In Which America is Awesome

Ok, so it's still a cesspit of classist, sexist, racist, hypocritical warmongering irrational policies, but I have Noam Chomsky to explain these things in detail.  The point is, as far as the infrastructure and privilege available in America (for those with privilege, let's not pretend everyone has equal access), it is unbelievably amazing.  I received a care package recently filled with candy, which is the sort of care package that makes my little heart flutter and other volunteers flock to my house with hopeful hangdog looks.  As a friend of mine said, on being offered a white chocolate Reese's, "I didn't even know these existed, America is awesome!"

Indeed.  And one of the things I am dreaming about in moving to a new site is a kitchen that is more like an American kitchen, because I cannot cook in a traditional way at all.  I do the spoiled volunteer thing of using an electric hotplate.  Which possibly explains why when I ran across this article, I choked on the inherent privilege of the author claiming she cooked in a low tech way.   She has colanders, which I've only ever seen in country in the really expensive places in Dar, likewise whisks, and I'm willing to bet she has a stove that she can just turn on and it will just work regardless of electricity problems and if it's gas she never has to figure out how to get the propane tank refilled, and it's a stove on which she can cook more than one thing at a time.  That steel knife she lovingly talks about is probably stainless steel and neither rusts nor loses an edge quickly.   Her pots and skillets are probably not battered, thin aluminum and quite possibly non-stick and easy to clean.  Now if she was cooking over charcoal, and not the nice treated American charcoal that lights easily, and had one dull knife, no cutting boards, or counters for that matter, and was just having to sit on a stool outside with the charcoal stove, old aluminum pots and using whatever thin piece of cloth is available as a hot pad, and she has to do this every single day because she doesn't have a refrigerator to store food, she would probably not be quite so fast to dismiss modern cooking technology.  Actually, she probably wouldn't be so fast to dismiss it if she was even making her noodles herself; I've heard that's kind of hard.

I like cooking, I really do.  I also like having the option of not cooking, or of reducing my cooking time by storing foods in a refrigerator.  Having to cook every day, even in a modern kitchen (old-fashioned does not mean "lack of $600 gadgets," our author's kitchen is modern) takes a lot of time and energy and is one of the many reasons that strict gender roles hurt women.  When cooking in the home is non-negotiable women's work, women then are forced to spend their time rather than being able to spend time socializing or going to school, or having hobbies, or staring at the internet, or whatever.  For those who are cooking because they have the leisure and inclination, that's great.  If they can make money off it, even better.  I read cooking blogs, and I sometimes watch cooking shows.  But let's not descend into snobbery where not taking the time to grind things with a mortar and pestle means abandoning the household god of cooking, whatever that means.   (Just to continue bragging about how much worse I have it than the author, I'm betting that her mortar and pestle doesn't have termites living in it.)

I am actually kind of excited by the modern cooking that our author so casually dismisses.
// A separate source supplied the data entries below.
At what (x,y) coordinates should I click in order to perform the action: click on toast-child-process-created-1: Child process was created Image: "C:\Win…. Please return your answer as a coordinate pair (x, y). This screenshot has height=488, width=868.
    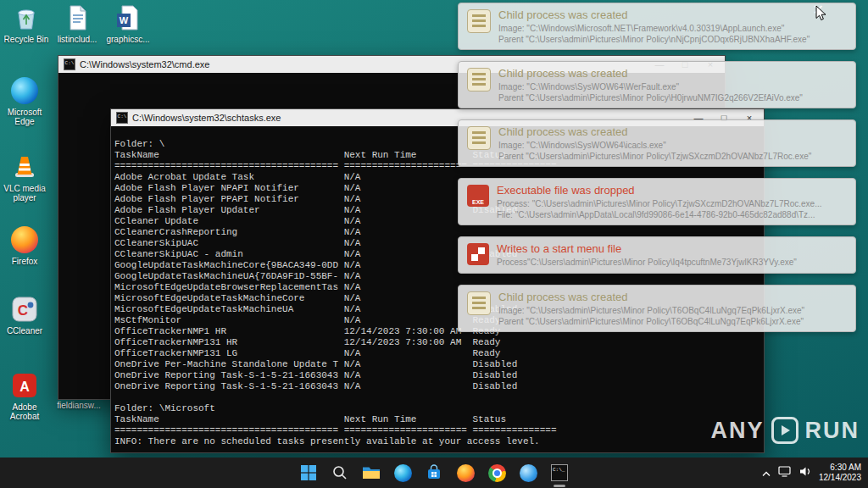
    Looking at the image, I should click on (657, 26).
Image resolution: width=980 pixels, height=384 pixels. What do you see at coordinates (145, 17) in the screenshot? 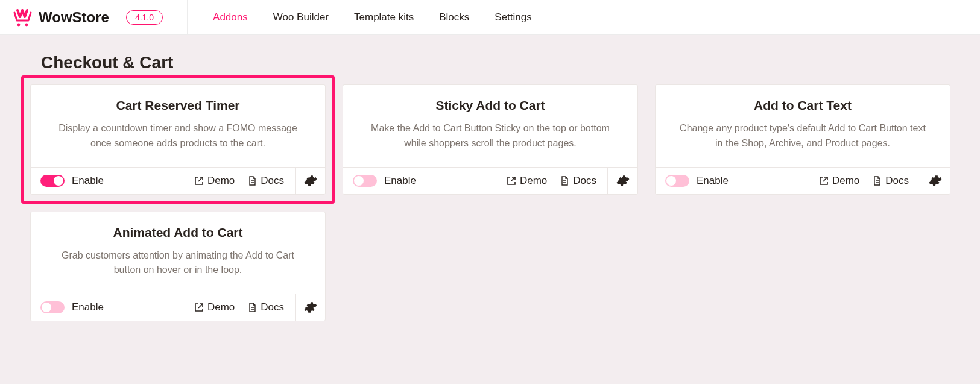
I see `version-badge: 4.1.0` at bounding box center [145, 17].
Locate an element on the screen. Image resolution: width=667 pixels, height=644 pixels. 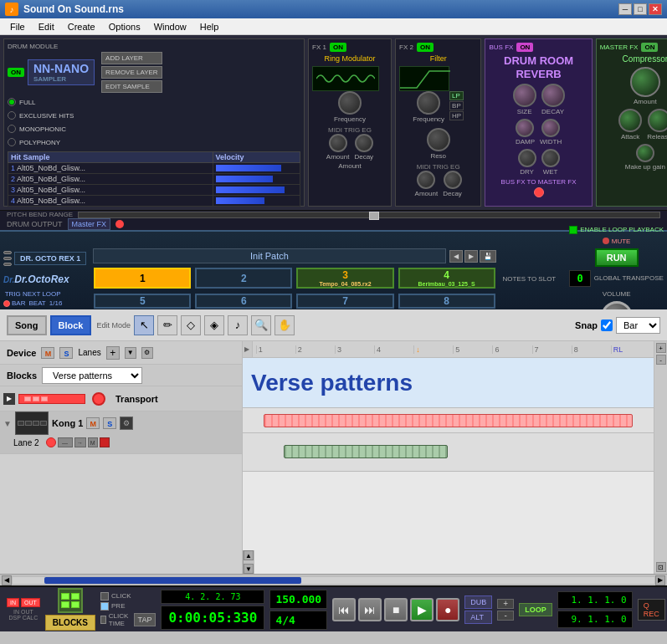
enable-loop-checkbox is located at coordinates (573, 230).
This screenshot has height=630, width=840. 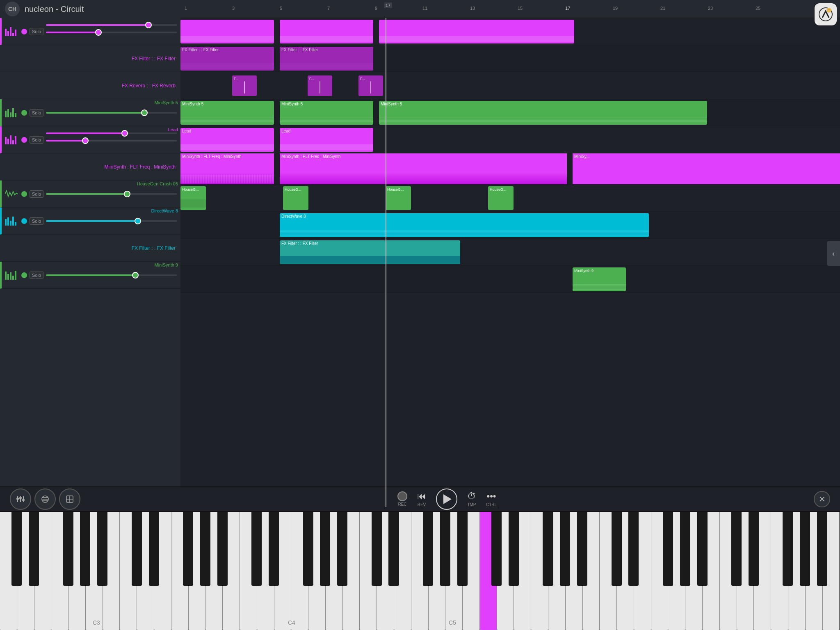 I want to click on clip-fx-filter-1a: FX Filter : : FX Filter, so click(x=227, y=59).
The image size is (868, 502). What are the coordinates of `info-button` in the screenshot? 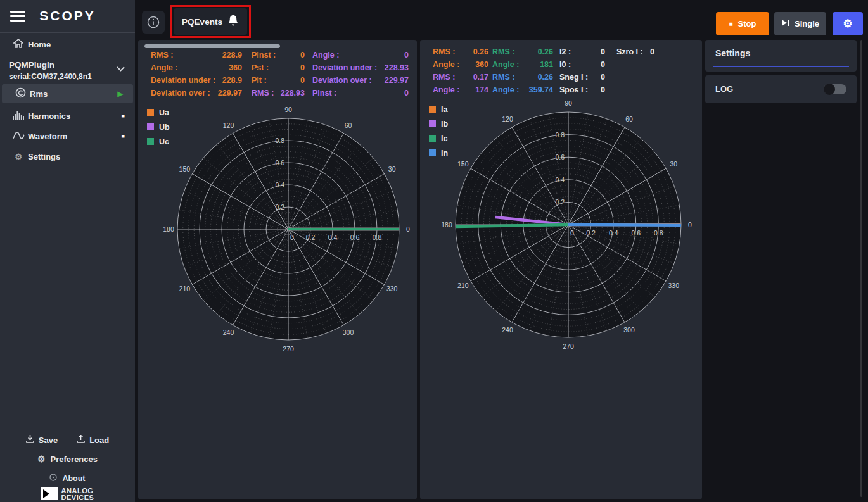 It's located at (153, 22).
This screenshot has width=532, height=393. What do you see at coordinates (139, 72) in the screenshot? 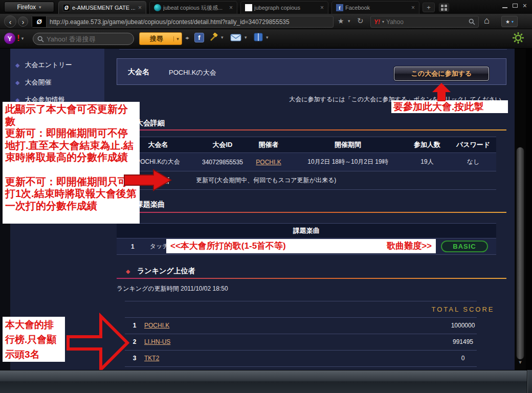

Using cold as a way to fry things without grease?  That sounds like it could make the lives of fast food workers so much better, since standing over a fryer sounds disgusting and not that much fun.  Granted I am getting this impression from the season of Buffy the Vampire Slayer where Buffy goes to work for minimum wage in a generic fast food burger place, and one of her coworkers tells her that he periodically has to have the balled up grease in his ears removed so he can even hear, and after she works there for a while vampires refuse to even try biting her because she smells bad.  Regardless of the not overly credible nature of my source, cooking with cold instead of heat sounds, just offhand, safer, both through reduced risk of grease fires and by not tempting people to keep reusing frying oil because oil is expensive.   The diarrhea I get from fried foods here is just disgusting.  The fact that cooking without heat is even an option (albeit for the very rich, who is she friends with that has this stuff? or for evil corporations offering food-like substances for low prices, which is where I could really see this technology being used), is awesome.

Finally, the digital age does offer us a lot with cooking, it offers us knowledge!  When cooking is something passed down from mother to daughter only, there aren't going to be many innovations in food.  For example, something that is not part of the cultural knowledge in Tanzanian cooking is preprocessing beans, by which I mean letting them soak for a while rather than trying to just cook them.  Just doing that makes cooking beans so much quicker, but how does one know that if it isn't part of the transmitted cultural knowledge?  Likewise, I've discussed my love of cheese with a Tanzanian lady, who told me that it isn't that people don't like cheese, they just don't know what to do with it, because no one ever cooks with it, so how are they supposed to learn?  In the US I tried a lot of new recipes, some of which I got from books, but most of which I found on the internet. While here, I can figure out how to do things like make wine in buckets and roast my own coffee because I have the internet. That in itself is a huge privilege not to be underestimated.  With food preparation, as with so many other things, the digital age gives us access to more information than some people see in their entire lifetimes, and that can't and shouldn't be casually dismissed for the sake of a kitchen that smells exactly the same as one's progenitor's.